Saturday 15 June 2013

Structured Finance

Structured Finance

A service that generally involves highly complex financial transactions offered by many large financial institutions for companies with very unique financing needs. These financing needs usually don't match conventional financial products such as a loan.
Structured finance has become a major segment in the financial industry since the mid-1980s. Collateralized bond obligations (CBOs), collateralized debt obligations (CDOs), syndicated loans and synthetic financial instruments are examples of structured financial instruments.['

Structured finance is a broad term used to describe a sector of finance that was created to help transfer risk and avoid laws[1] using complex legal and corporate entities. This risk transfer as applied to securitization of various financial assets (e.g. mortgages, credit card receivables, auto loans, etc.) has helped provide increased liquidity or funding sources to markets like housing, and/or to transfer risk to buyers of structured products. However, it arguably contributed to the degradation in underwriting standards for these financial assets, which helped give rise to both the inflationary credit bubble of the mid-2000s and the credit crash and financial crisis of 2007-2009.[2]
Common examples of instruments created through securitization include collateralized debt obligations (CDOs) and asset-backed securities (ABS).

Securitization[edit]

Securitization is the method utilized by participants of structured finance to create the pools of assets that are used in the creation of the end product financial instruments.

Reasons for securitization[edit]

  • Better utilization of the available capital
  • Alternative funding
  • Cheaper source of funding especially for lower rated originators
  • Reducing credit concentration
  • Risk management interest rates and liquidity

Tranching[edit]

Tranching is an important concept in structured finance because it is the system used to create different investment classes for the securities that are created in the structured finance world.Tranching allows the cash flow from the underlying asset to be diverted to the various investor groups. The Committee on the Global Financial System explained tranching succinctly: "A key goal of the tranching process is to create at least one class of securities whose rating is higher than the average rating of the underlying collateral pool or to create rated securities from a pool of unrated assets. This is accomplished through the use of credit support (enhancement), such as prioritization of payments to the different tranches."[3]

Credit enhancement[edit]

Credit enhancement is key in creating a security that has a higher rating than the issuing company. Credit enhancement can be created by issuing subordinate bonds. The subordinate bonds are allocated any losses from the collateral before losses are allocated to the senior bonds, thus giving senior bonds a credit enhancement. Also, many deals, typically deals involving riskier collateral such as subprime and Alt-A, use overcollateralization as well as subordination. In overcollateralization, the balance of the loans is greater than the balance of the bonds, thus creating excess interest in the deal. Excess interest can be used to offset collateral losses before losses are allocated to bondholders thus providing another added credit enhancement. Another credit enhancement involves the use of derivatives such as swap.

Credit ratings[edit]

Ratings play an important role in structured finance for instruments that are meant to be sold to investors. Many mutual funds, governments and private investors only buy instruments that have been rated by a known agency like Moody's or S&P.

Structure[edit]

Other structures[edit]

There are numerous structures which may involve mezzanine risk participation, options and futures within structuring of financing as well as multiple stripping of interest rate strips. There is no laid-out fixed structure unlike in securitization which is only a subset of the overall structured transactions. Esoteric transactions often have multiple lenders and borrowers distributed by distribution agents where the structuring entity may not be involved in the transaction at all.

Types[edit]

There are several main types of structured finance instruments.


* **Instructions to follow**: Where a line of the data below has the string "elements", copy that line.

* **Given data**:
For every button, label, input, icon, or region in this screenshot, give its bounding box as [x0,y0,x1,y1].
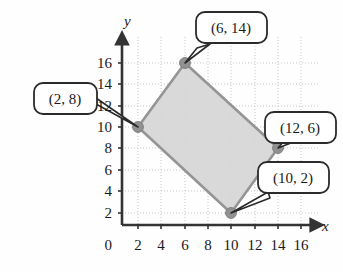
x-tick-label-6: 6 [181,237,189,253]
y-tick-label-12: 12 [97,98,112,114]
leader-6-14 [185,44,210,63]
coordinate-plane-figure: (6, 14) (2, 8) (12, 6) (10, 2) 2 4 6 8 1… [0,0,343,272]
x-tick-label-2: 2 [134,237,142,253]
y-tick-label-8: 8 [105,140,113,156]
callout-label-6-14: (6, 14) [211,20,251,37]
callout-label-12-6: (12, 6) [280,120,320,137]
y-tick-label-4: 4 [105,183,113,199]
callout-label-10-2: (10, 2) [273,170,313,187]
y-tick-label-6: 6 [105,162,113,178]
x-tick-label-12: 12 [248,237,263,253]
y-tick-labels: 2 4 6 8 10 12 14 16 [97,55,113,221]
x-tick-label-4: 4 [157,237,165,253]
y-tick-label-2: 2 [105,205,113,221]
x-tick-label-10: 10 [224,237,239,253]
y-tick-label-10: 10 [97,119,112,135]
y-tick-label-16: 16 [97,55,113,71]
x-tick-label-14: 14 [271,237,287,253]
x-tick-labels: 2 4 6 8 10 12 14 16 [134,237,309,253]
x-tick-label-16: 16 [294,237,310,253]
x-tick-label-8: 8 [204,237,212,253]
origin-label: 0 [105,237,113,253]
y-axis-label: y [122,13,131,29]
callout-label-2-8: (2, 8) [49,91,82,108]
x-axis-label: x [321,218,329,234]
chart-canvas: (6, 14) (2, 8) (12, 6) (10, 2) 2 4 6 8 1… [0,0,343,272]
y-tick-label-14: 14 [97,76,113,92]
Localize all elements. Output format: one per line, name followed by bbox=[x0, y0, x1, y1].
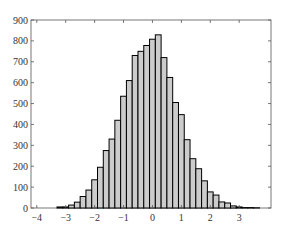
x-tick-label: −3 bbox=[60, 212, 71, 223]
histogram-bar bbox=[184, 140, 190, 208]
y-tick-label: 100 bbox=[13, 182, 28, 193]
x-tick-label: −4 bbox=[31, 212, 42, 223]
histogram-chart: 0100200300400500600700800900 −4−3−2−1012… bbox=[0, 0, 282, 233]
histogram-bar bbox=[57, 207, 63, 208]
histogram-bar bbox=[190, 159, 196, 208]
y-tick-label: 700 bbox=[13, 56, 28, 67]
histogram-bar bbox=[115, 120, 121, 208]
histogram-bar bbox=[161, 58, 167, 208]
x-tick-label: 3 bbox=[237, 212, 242, 223]
histogram-bar bbox=[150, 39, 156, 208]
y-tick-label: 500 bbox=[13, 98, 28, 109]
x-tick-label: −1 bbox=[118, 212, 129, 223]
histogram-bar bbox=[167, 77, 173, 208]
y-tick-label: 0 bbox=[23, 203, 28, 214]
histogram-bar bbox=[126, 81, 132, 208]
y-tick-label: 400 bbox=[13, 119, 28, 130]
histogram-bar bbox=[98, 167, 104, 208]
histogram-bar bbox=[92, 180, 98, 208]
histogram-bar bbox=[109, 139, 115, 208]
histogram-bar bbox=[144, 45, 150, 208]
histogram-bar bbox=[225, 203, 231, 208]
histogram-bar bbox=[74, 202, 80, 208]
histogram-bar bbox=[202, 181, 208, 208]
histogram-bar bbox=[231, 206, 237, 208]
histogram-bar bbox=[213, 195, 219, 208]
y-tick-label: 800 bbox=[13, 35, 28, 46]
x-tick-label: 0 bbox=[150, 212, 155, 223]
x-tick-label: 1 bbox=[179, 212, 184, 223]
histogram-bar bbox=[219, 202, 225, 208]
histogram-bar bbox=[121, 96, 127, 208]
y-tick-label: 600 bbox=[13, 77, 28, 88]
x-tick-label: 2 bbox=[208, 212, 213, 223]
histogram-bar bbox=[196, 169, 202, 208]
histogram-bar bbox=[178, 115, 184, 208]
histogram-bar bbox=[86, 190, 92, 208]
histogram-bar bbox=[173, 103, 179, 208]
histogram-bar bbox=[103, 151, 109, 208]
x-tick-label: −2 bbox=[89, 212, 100, 223]
y-tick-label: 900 bbox=[13, 15, 28, 26]
histogram-bar bbox=[80, 197, 86, 208]
histogram-bar bbox=[69, 205, 75, 208]
histogram-bar bbox=[138, 51, 144, 208]
histogram-bar bbox=[155, 35, 161, 208]
histogram-bar bbox=[132, 56, 138, 208]
y-tick-label: 200 bbox=[13, 161, 28, 172]
y-tick-label: 300 bbox=[13, 140, 28, 151]
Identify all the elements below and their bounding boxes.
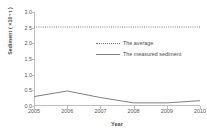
x-axis-tick-labels: 200520062007200820092010 <box>34 108 200 118</box>
series-line-the-measured-sediment <box>34 91 200 103</box>
x-tick-label: 2009 <box>152 108 182 114</box>
y-tick-mark <box>32 90 35 91</box>
legend-item-the-measured-sediment: The measured sediment <box>96 48 201 59</box>
x-tick-label: 2008 <box>119 108 149 114</box>
chart-legend: The average The measured sediment <box>96 37 201 59</box>
y-tick-mark <box>32 75 35 76</box>
y-tick-label: 3.0 <box>18 9 32 15</box>
y-axis-title: Sediment ( ×10⁴ t ) <box>7 0 13 71</box>
x-axis-title: Year <box>34 121 200 127</box>
x-tick-label: 2007 <box>85 108 115 114</box>
sediment-line-chart: Sediment ( ×10⁴ t ) 0.00.51.01.52.02.53.… <box>0 0 207 138</box>
legend-label: The average <box>123 40 153 46</box>
x-tick-label: 2010 <box>185 108 207 114</box>
y-tick-label: 1.0 <box>18 72 32 78</box>
legend-label: The measured sediment <box>123 51 181 57</box>
plot-area <box>34 12 200 106</box>
legend-solid-line-icon <box>96 51 120 57</box>
y-tick-mark <box>32 43 35 44</box>
y-tick-label: 2.5 <box>18 25 32 31</box>
legend-item-the-average: The average <box>96 37 201 48</box>
y-tick-mark <box>32 59 35 60</box>
x-tick-label: 2005 <box>19 108 49 114</box>
y-tick-label: 0.5 <box>18 87 32 93</box>
y-axis-tick-labels: 0.00.51.01.52.02.53.0 <box>18 12 32 106</box>
y-tick-mark <box>32 28 35 29</box>
y-tick-mark <box>32 12 35 13</box>
y-tick-label: 1.5 <box>18 56 32 62</box>
legend-dotted-line-icon <box>96 40 120 46</box>
series-canvas <box>34 12 200 106</box>
y-tick-label: 2.0 <box>18 40 32 46</box>
x-tick-label: 2006 <box>52 108 82 114</box>
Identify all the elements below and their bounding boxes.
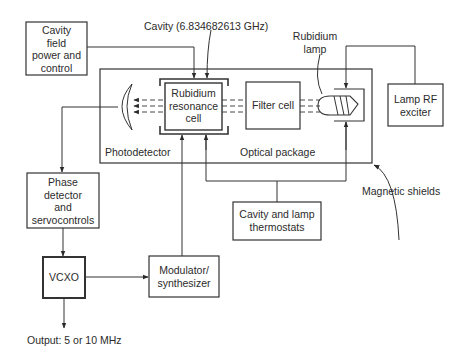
photodetector-label: Photodetector bbox=[105, 146, 170, 159]
vcxo-label: VCXO bbox=[43, 271, 85, 284]
phase-detector-label: Phase detector and servocontrols bbox=[27, 176, 99, 226]
lamp-housing bbox=[334, 89, 364, 121]
output-label: Output: 5 or 10 MHz bbox=[27, 334, 122, 347]
lamp-rf-label: Lamp RF exciter bbox=[388, 93, 443, 118]
rubidium-lamp-label: Rubidium lamp bbox=[290, 30, 340, 55]
rubidium-cell-label: Rubidium resonance cell bbox=[165, 87, 222, 125]
cavity-field-label: Cavity field power and control bbox=[26, 24, 87, 74]
thermostats-label: Cavity and lamp thermostats bbox=[233, 208, 321, 233]
rubidium-lamp bbox=[318, 96, 358, 115]
magnetic-shields-label: Magnetic shields bbox=[362, 185, 440, 198]
filter-cell-label: Filter cell bbox=[246, 99, 300, 112]
photodetector-lens bbox=[122, 84, 132, 130]
cavity-frequency-label: Cavity (6.834682613 GHz) bbox=[144, 20, 268, 33]
modulator-label: Modulator/ synthesizer bbox=[149, 264, 219, 289]
optical-package-label: Optical package bbox=[240, 146, 315, 159]
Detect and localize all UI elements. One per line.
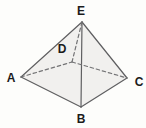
vertex-label-d: D	[58, 42, 67, 56]
vertex-label-c: C	[135, 75, 144, 89]
pyramid-figure: ABCDE	[0, 0, 146, 128]
vertex-label-a: A	[7, 71, 16, 85]
vertex-label-b: B	[77, 112, 86, 126]
vertex-label-e: E	[77, 4, 85, 18]
pyramid-svg: ABCDE	[0, 0, 146, 128]
pyramid-silhouette	[21, 22, 127, 107]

* **Written answer**:
Localize all elements. Output format: one per line, name followed by bbox=[x0, y0, x1, y1].
Identify all the elements below and their bounding boxes.
Identify all the elements below and their bounding boxes.
Detect and localize all UI elements. One per line.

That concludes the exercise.